Spectral convergence of diffusion maps: improved error bounds and an alternative normalisation
This work addresses theoretical gaps in diffusion maps for researchers in manifold learning, offering incremental improvements in error analysis and a new normalization method.
The paper tackles the problem of weak theoretical error bounds for diffusion maps in manifold learning by improving them for distributions on a hypertorus, matching long-standing pointwise error bounds for spectral data and operator convergence. It also introduces an alternative normalization using Sinkhorn weights, proving better convergence on flat domains and providing an efficient algorithm.
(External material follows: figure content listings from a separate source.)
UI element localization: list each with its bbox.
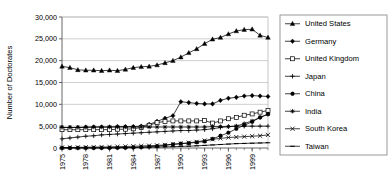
marker-asterisk: [60, 125, 64, 129]
marker-asterisk: [76, 125, 80, 129]
legend-label: Japan: [305, 72, 326, 81]
chart-canvas: 05,00010,00015,00020,00025,00030,0001975…: [0, 0, 391, 187]
marker-square: [226, 117, 230, 121]
marker-plus: [266, 124, 271, 129]
marker-square: [195, 119, 199, 123]
y-tick-label: 10,000: [35, 100, 57, 109]
legend: United StatesGermanyUnited KingdomJapanC…: [280, 15, 387, 155]
marker-asterisk: [226, 124, 230, 128]
marker-diamond: [266, 94, 270, 99]
y-tick-label: 15,000: [35, 78, 57, 87]
marker-plus: [83, 134, 88, 139]
marker-diamond: [234, 95, 238, 100]
marker-diamond: [226, 96, 230, 101]
marker-square: [179, 119, 183, 123]
y-tick-label: 5,000: [39, 122, 57, 131]
legend-label: United States: [305, 19, 351, 28]
marker-plus: [258, 124, 263, 129]
marker-diamond: [250, 93, 254, 98]
marker-square: [234, 115, 238, 119]
x-tick-label: 1987: [153, 154, 162, 170]
marker-asterisk: [242, 121, 246, 125]
doctorates-line-chart: 05,00010,00015,00020,00025,00030,0001975…: [0, 0, 391, 187]
marker-triangle: [202, 41, 207, 45]
marker-asterisk: [202, 125, 206, 129]
series-united-states: [60, 27, 271, 73]
x-tick-label: 1981: [105, 154, 114, 170]
marker-asterisk: [115, 125, 119, 129]
marker-asterisk: [290, 109, 294, 113]
marker-plus: [131, 131, 136, 136]
marker-asterisk: [84, 125, 88, 129]
marker-plus: [68, 136, 73, 141]
marker-asterisk: [131, 125, 135, 129]
marker-plus: [107, 132, 112, 137]
marker-asterisk: [68, 125, 72, 129]
x-tick-label: 1990: [176, 154, 185, 170]
marker-asterisk: [155, 125, 159, 129]
marker-diamond: [195, 101, 199, 106]
marker-circle: [226, 131, 230, 135]
marker-square: [203, 118, 207, 122]
marker-asterisk: [194, 125, 198, 129]
marker-plus: [171, 129, 176, 134]
marker-diamond: [179, 99, 183, 104]
marker-plus: [60, 137, 65, 142]
marker-diamond: [242, 94, 246, 99]
x-tick-label: 1993: [200, 154, 209, 170]
marker-square: [266, 108, 270, 112]
y-axis-title: Number of Doctorates: [5, 46, 14, 120]
marker-square: [155, 121, 159, 125]
marker-asterisk: [147, 125, 151, 129]
marker-triangle: [179, 55, 184, 59]
marker-diamond: [258, 94, 262, 99]
marker-plus: [147, 130, 152, 135]
marker-square: [171, 119, 175, 123]
y-tick-label: 30,000: [35, 13, 57, 22]
x-tick-label: 1978: [81, 154, 90, 170]
marker-diamond: [218, 98, 222, 103]
marker-triangle: [107, 68, 112, 72]
marker-diamond: [171, 113, 175, 118]
legend-label: United Kingdom: [305, 54, 359, 63]
x-tick-label: 1996: [224, 154, 233, 170]
marker-asterisk: [123, 125, 127, 129]
marker-plus: [76, 135, 81, 140]
y-axis: 05,00010,00015,00020,00025,00030,000: [35, 13, 62, 153]
marker-plus: [123, 131, 128, 136]
x-tick-label: 1999: [248, 154, 257, 170]
marker-square: [250, 112, 254, 116]
marker-square: [218, 119, 222, 123]
marker-plus: [115, 132, 120, 137]
marker-square: [291, 57, 295, 61]
marker-asterisk: [234, 124, 238, 128]
marker-triangle: [218, 35, 223, 39]
y-tick-label: 0: [53, 144, 57, 153]
marker-asterisk: [171, 125, 175, 129]
x-tick-label: 1975: [58, 154, 67, 170]
marker-triangle: [250, 27, 255, 31]
series-layer: [60, 27, 271, 150]
y-tick-label: 25,000: [35, 34, 57, 43]
marker-square: [242, 113, 246, 117]
marker-asterisk: [258, 115, 262, 119]
marker-plus: [155, 130, 160, 135]
marker-triangle: [186, 50, 191, 54]
legend-label: South Korea: [305, 124, 348, 133]
marker-diamond: [210, 102, 214, 107]
marker-asterisk: [187, 125, 191, 129]
marker-asterisk: [139, 125, 143, 129]
marker-square: [258, 110, 262, 114]
x-tick-label: 1984: [129, 154, 138, 170]
marker-triangle: [60, 64, 65, 68]
marker-plus: [91, 133, 96, 138]
marker-asterisk: [218, 124, 222, 128]
legend-label: Germany: [305, 37, 336, 46]
x-axis: 197519781981198419871990199319961999: [58, 148, 268, 170]
marker-square: [163, 119, 167, 123]
marker-triangle: [194, 46, 199, 50]
marker-asterisk: [210, 124, 214, 128]
marker-plus: [99, 133, 104, 138]
marker-asterisk: [91, 125, 95, 129]
series-germany: [60, 93, 270, 129]
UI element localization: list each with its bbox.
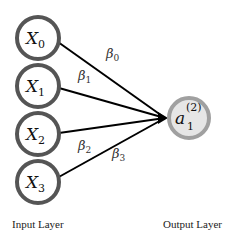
input-node-2: X2 [17,113,59,155]
input-node-3: X3 [17,161,59,203]
edge-x2 [59,118,165,133]
edge-x1 [59,88,165,118]
svg-text:a: a [175,108,185,128]
arrowhead [158,112,168,124]
weight-label-3: β3 [111,146,126,163]
edge-x3 [57,118,165,178]
weight-label-0: β0 [105,46,120,63]
weight-label-2: β2 [77,138,91,155]
neural-network-diagram: X0 X1 X2 X3 a 1 (2) β0 β1 β2 β3 [0,0,240,244]
svg-text:1: 1 [187,120,194,133]
input-layer-label: Input Layer [12,218,64,230]
svg-text:(2): (2) [186,101,202,114]
weight-label-1: β1 [77,68,91,85]
input-node-0: X0 [17,17,59,59]
input-node-1: X1 [17,65,59,107]
output-layer-label: Output Layer [163,218,222,230]
output-node: a 1 (2) [169,98,209,138]
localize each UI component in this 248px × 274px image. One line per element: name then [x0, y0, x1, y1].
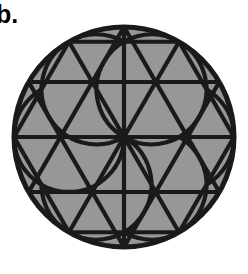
geometric-diagram	[0, 0, 248, 274]
figure-label: b.	[0, 2, 18, 27]
figure-container: b.	[0, 0, 248, 274]
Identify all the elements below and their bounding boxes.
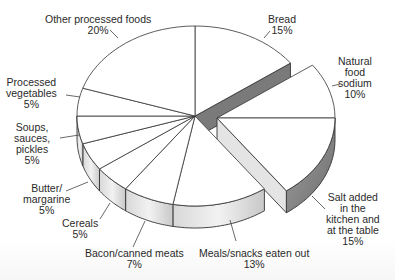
label-line: 5%: [14, 155, 50, 166]
label-cereals: Cereals5%: [62, 218, 98, 240]
label-natural-food-sodium: Naturalfoodsodium10%: [338, 56, 372, 100]
label-line: 20%: [45, 25, 151, 36]
label-processed-vegetables: Processedvegetables5%: [6, 77, 57, 110]
leader-salt: [312, 196, 325, 209]
leader-cereals: [100, 203, 110, 219]
leader-procveg: [66, 95, 80, 97]
label-line: 10%: [338, 89, 372, 100]
label-butter-margarine: Butter/margarine5%: [23, 183, 70, 216]
label-salt-added: Salt addedin thekitchen andat the table1…: [326, 192, 380, 247]
label-line: 5%: [23, 205, 70, 216]
label-line: 13%: [199, 259, 309, 270]
label-soups-sauces-pickles: Soups,sauces,pickles5%: [14, 122, 50, 166]
label-line: 5%: [6, 99, 57, 110]
label-bacon-canned-meats: Bacon/canned meats7%: [85, 248, 184, 270]
label-other-processed-foods: Other processed foods20%: [45, 14, 151, 36]
label-line: 5%: [62, 229, 98, 240]
leader-bacon: [133, 221, 145, 247]
label-meals-snacks-eaten-out: Meals/snacks eaten out13%: [199, 248, 309, 270]
label-line: 15%: [268, 25, 296, 36]
label-bread: Bread15%: [268, 14, 296, 36]
label-line: 15%: [326, 236, 380, 247]
label-line: 7%: [85, 259, 184, 270]
leader-soups: [60, 135, 79, 138]
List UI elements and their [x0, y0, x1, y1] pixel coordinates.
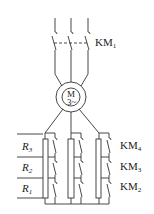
km3-label: KM3 — [120, 160, 142, 174]
motor-phase-label: 3~ — [67, 97, 77, 107]
motor-feeds — [55, 50, 88, 86]
shorting-contacts — [53, 133, 111, 204]
rotor-leads — [45, 109, 99, 133]
km2-label: KM2 — [120, 180, 142, 194]
km1-contacts — [52, 32, 90, 50]
r2-label: R2 — [21, 161, 33, 175]
km4-label: KM4 — [120, 139, 142, 153]
r3-label: R3 — [21, 140, 33, 154]
resistor-banks — [43, 133, 101, 204]
supply-lines — [55, 18, 88, 32]
circuit-diagram: KM1 M 3~ R3 R2 R1 KM4 KM3 KM2 — [0, 0, 154, 214]
km1-label: KM1 — [95, 36, 117, 50]
r1-label: R1 — [21, 182, 32, 196]
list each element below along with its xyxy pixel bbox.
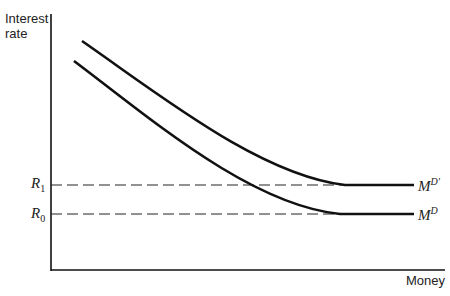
r0-label: R0 bbox=[31, 205, 45, 224]
r1-label: R1 bbox=[31, 175, 45, 194]
chart-canvas bbox=[0, 0, 450, 296]
y-axis-label-line1: Interest bbox=[5, 11, 48, 26]
money-demand-curve-shifted bbox=[82, 41, 414, 185]
md-label: MD bbox=[418, 205, 438, 224]
x-axis-label: Money bbox=[406, 273, 445, 288]
money-demand-curve bbox=[74, 61, 414, 214]
md-prime-label: MD' bbox=[418, 176, 440, 195]
y-axis-label-line2: rate bbox=[5, 26, 27, 41]
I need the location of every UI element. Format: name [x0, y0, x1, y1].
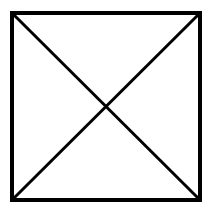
crossed-square-diagram	[0, 0, 211, 212]
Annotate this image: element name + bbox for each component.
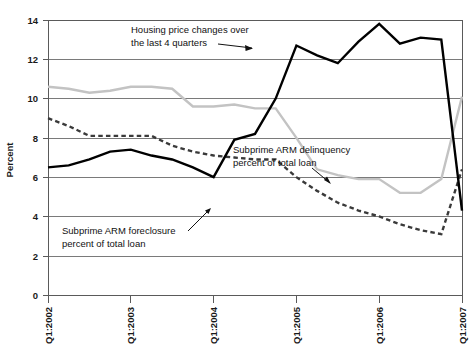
delinquency-annotation-line2: percent of total loan [233,157,316,168]
y-tick-label-0: 0 [33,290,38,301]
x-tick-label-2006: Q1:2006 [374,307,385,344]
foreclosure-annotation-line1: Subprime ARM foreclosure [62,225,176,236]
y-tick-label-14: 14 [27,15,38,26]
housing-price-annotation-line2: the last 4 quarters [131,37,207,48]
y-tick-label-8: 8 [33,133,38,144]
y-tick-label-10: 10 [27,93,38,104]
y-axis-title: Percent [4,142,15,178]
y-tick-label-12: 12 [27,54,38,65]
x-tick-label-2007: Q1:2007 [457,307,468,344]
x-tick-label-2002: Q1:2002 [43,307,54,344]
chart-background [0,0,475,359]
x-tick-label-2003: Q1:2003 [125,307,136,344]
chart-container: 14 12 10 8 6 4 2 0 Percent Q1:2002 Q1:20… [0,0,475,359]
delinquency-annotation-line1: Subprime ARM delinquency [233,144,350,155]
x-tick-label-2004: Q1:2004 [208,306,219,344]
y-tick-label-6: 6 [33,172,38,183]
y-tick-label-4: 4 [33,211,39,222]
y-tick-label-2: 2 [33,251,38,262]
foreclosure-annotation-line2: percent of total loan [62,238,145,249]
housing-price-annotation-line1: Housing price changes over [131,24,249,35]
line-chart: 14 12 10 8 6 4 2 0 Percent Q1:2002 Q1:20… [0,0,475,359]
x-tick-label-2005: Q1:2005 [291,306,302,344]
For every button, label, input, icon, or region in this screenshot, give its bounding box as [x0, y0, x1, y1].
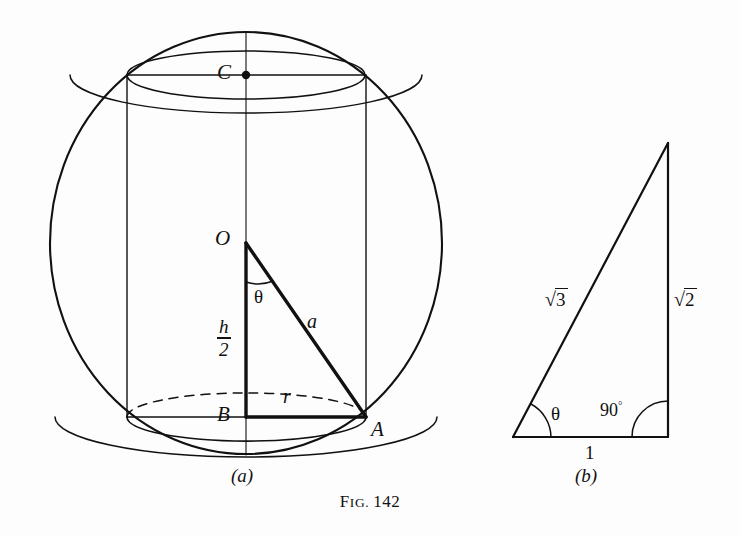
radical-sign: √ [674, 288, 685, 310]
fraction-denominator: 2 [217, 340, 231, 359]
angle-right-arc-b [632, 401, 668, 437]
label-angle-theta-b: θ [551, 404, 560, 423]
label-hypotenuse-b: √3 [545, 288, 568, 309]
point-marker-c [242, 71, 250, 79]
radical-sqrt3: √3 [545, 288, 568, 309]
label-point-o: O [215, 228, 230, 249]
caption-word-initial: F [340, 492, 350, 511]
fraction-h-over-2: h 2 [217, 317, 231, 359]
label-radius-r: r [283, 386, 291, 406]
label-angle-theta-a: θ [254, 287, 263, 306]
label-base-b: 1 [585, 443, 595, 462]
triangle-hypotenuse [246, 243, 366, 417]
triangle-b-hypotenuse [513, 143, 668, 437]
radical-radicand: 3 [555, 288, 569, 309]
figure-caption: FIG. 142 [0, 492, 740, 512]
label-point-c: C [217, 62, 231, 83]
angle-theta-arc-b [531, 404, 551, 437]
label-point-a: A [371, 419, 384, 440]
caption-word-rest: IG. [350, 495, 369, 510]
figure-drawing [0, 0, 740, 535]
fraction-numerator: h [217, 317, 231, 336]
degree-sign: ° [618, 399, 622, 411]
sub-caption-a: (a) [231, 466, 253, 485]
caption-number: 142 [373, 492, 400, 511]
angle-right-value: 90 [600, 400, 618, 420]
radical-radicand: 2 [684, 288, 698, 309]
label-point-b: B [217, 404, 230, 425]
radical-sqrt2: √2 [674, 288, 697, 309]
label-half-height: h 2 [217, 317, 231, 359]
radical-sign: √ [545, 288, 556, 310]
label-hypotenuse-a: a [307, 311, 317, 331]
sub-caption-b: (b) [575, 466, 597, 485]
caption-word: FIG. [340, 492, 369, 511]
label-vertical-b: √2 [674, 288, 697, 309]
label-angle-right-b: 90° [600, 400, 622, 419]
figure-page: C O B A θ a r h 2 (a) √3 √2 θ 90° 1 (b) … [0, 0, 740, 535]
angle-theta-arc-a [246, 281, 273, 284]
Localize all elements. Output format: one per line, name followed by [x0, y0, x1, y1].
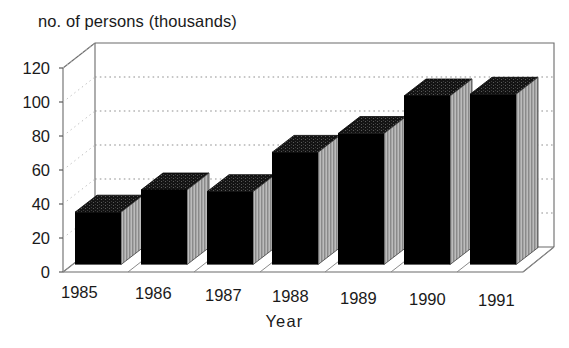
bar-1987[interactable]: [207, 175, 275, 265]
bar-1991[interactable]: [470, 77, 538, 264]
bar-1988[interactable]: [272, 135, 340, 264]
bar-1985[interactable]: [75, 195, 143, 264]
y-axis-ticks: [59, 68, 63, 272]
plot-area: [0, 0, 569, 348]
bar-1986[interactable]: [141, 173, 209, 265]
bar-chart: no. of persons (thousands) 120 100 80 60…: [0, 0, 569, 348]
bar-1989[interactable]: [338, 117, 406, 265]
bar-1990[interactable]: [404, 79, 472, 265]
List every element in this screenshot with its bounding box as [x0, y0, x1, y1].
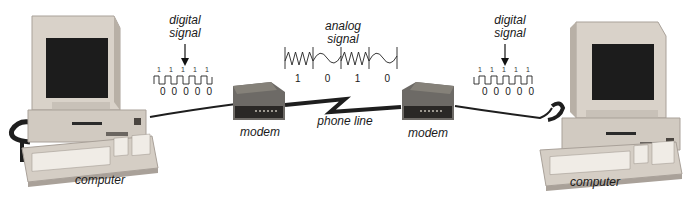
- right-computer-label: computer: [560, 176, 630, 189]
- down-arrow-icon: [500, 44, 510, 66]
- bit: 0: [384, 73, 390, 84]
- right-square-wave: [474, 75, 534, 85]
- bit: 0: [195, 86, 201, 97]
- label-line: signal: [318, 33, 368, 46]
- bit: 1: [526, 66, 530, 73]
- left-square-wave: [154, 75, 214, 85]
- bit: 1: [490, 66, 494, 73]
- bit: 1: [181, 66, 185, 73]
- bit: 1: [193, 66, 197, 73]
- phone-line-label: phone line: [310, 115, 380, 128]
- bit: 1: [502, 66, 506, 73]
- bit: 1: [295, 73, 301, 84]
- label-line: signal: [160, 27, 210, 40]
- left-modem-icon: [229, 80, 289, 126]
- bit: 1: [355, 73, 361, 84]
- bit: 0: [206, 86, 212, 97]
- left-digital-signal-label: digital signal: [160, 14, 210, 40]
- bit: 1: [169, 66, 173, 73]
- right-modem-label: modem: [400, 127, 456, 140]
- bit: 0: [160, 86, 166, 97]
- left-computer-icon: [2, 10, 172, 160]
- label-line: signal: [485, 27, 535, 40]
- left-computer-label: computer: [65, 174, 135, 187]
- bit: 0: [172, 86, 178, 97]
- analog-bits: 1 0 1 0: [295, 73, 390, 84]
- bit: 0: [517, 86, 523, 97]
- right-digital-bottom-bits: 0 0 0 0 0: [482, 86, 534, 97]
- right-modem-icon: [398, 80, 458, 126]
- bit: 1: [478, 66, 482, 73]
- left-modem-label: modem: [232, 126, 288, 139]
- down-arrow-icon: [180, 44, 190, 66]
- bit: 1: [205, 66, 209, 73]
- right-digital-top-bits: 1 1 1 1 1: [478, 66, 530, 73]
- analog-signal-label: analog signal: [318, 20, 368, 46]
- left-digital-bottom-bits: 0 0 0 0 0: [160, 86, 212, 97]
- bit: 0: [528, 86, 534, 97]
- bit: 0: [482, 86, 488, 97]
- analog-waveform: [285, 47, 400, 71]
- left-digital-top-bits: 1 1 1 1 1: [157, 66, 209, 73]
- bit: 1: [514, 66, 518, 73]
- right-computer-icon: [516, 14, 686, 174]
- right-digital-signal-label: digital signal: [485, 14, 535, 40]
- bit: 0: [505, 86, 511, 97]
- bit: 0: [494, 86, 500, 97]
- bit: 1: [157, 66, 161, 73]
- bit: 0: [183, 86, 189, 97]
- bit: 0: [325, 73, 331, 84]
Diffusion maps is a manifold learning algorithm widely used for dimensionality reduction. Using a sample from a distribution, it approximates the eigenvalues and eigenfunctions of associated Laplace-Beltrami operators. Theoretical bounds on the approximation error are however generally much weaker than the rates that are seen in practice. This paper uses new approaches to improve the error bounds in the model case where the distribution is supported on a hypertorus. For the data sampling (variance) component of the error we make spatially localised compact embedding estimates on certain Hardy spaces; we study the deterministic (bias) component as a perturbation of the Laplace-Beltrami operator's associated PDE, and apply relevant spectral stability results. Using these approaches, we match long-standing pointwise error bounds for both the spectral data and the norm convergence of the operator discretisation. We also introduce an alternative normalisation for diffusion maps based on Sinkhorn weights. This normalisation approximates a Langevin diffusion on the sample and yields a symmetric operator approximation. We prove that it has better convergence compared with the standard normalisation on flat domains, and present a highly efficient algorithm to compute the Sinkhorn weights.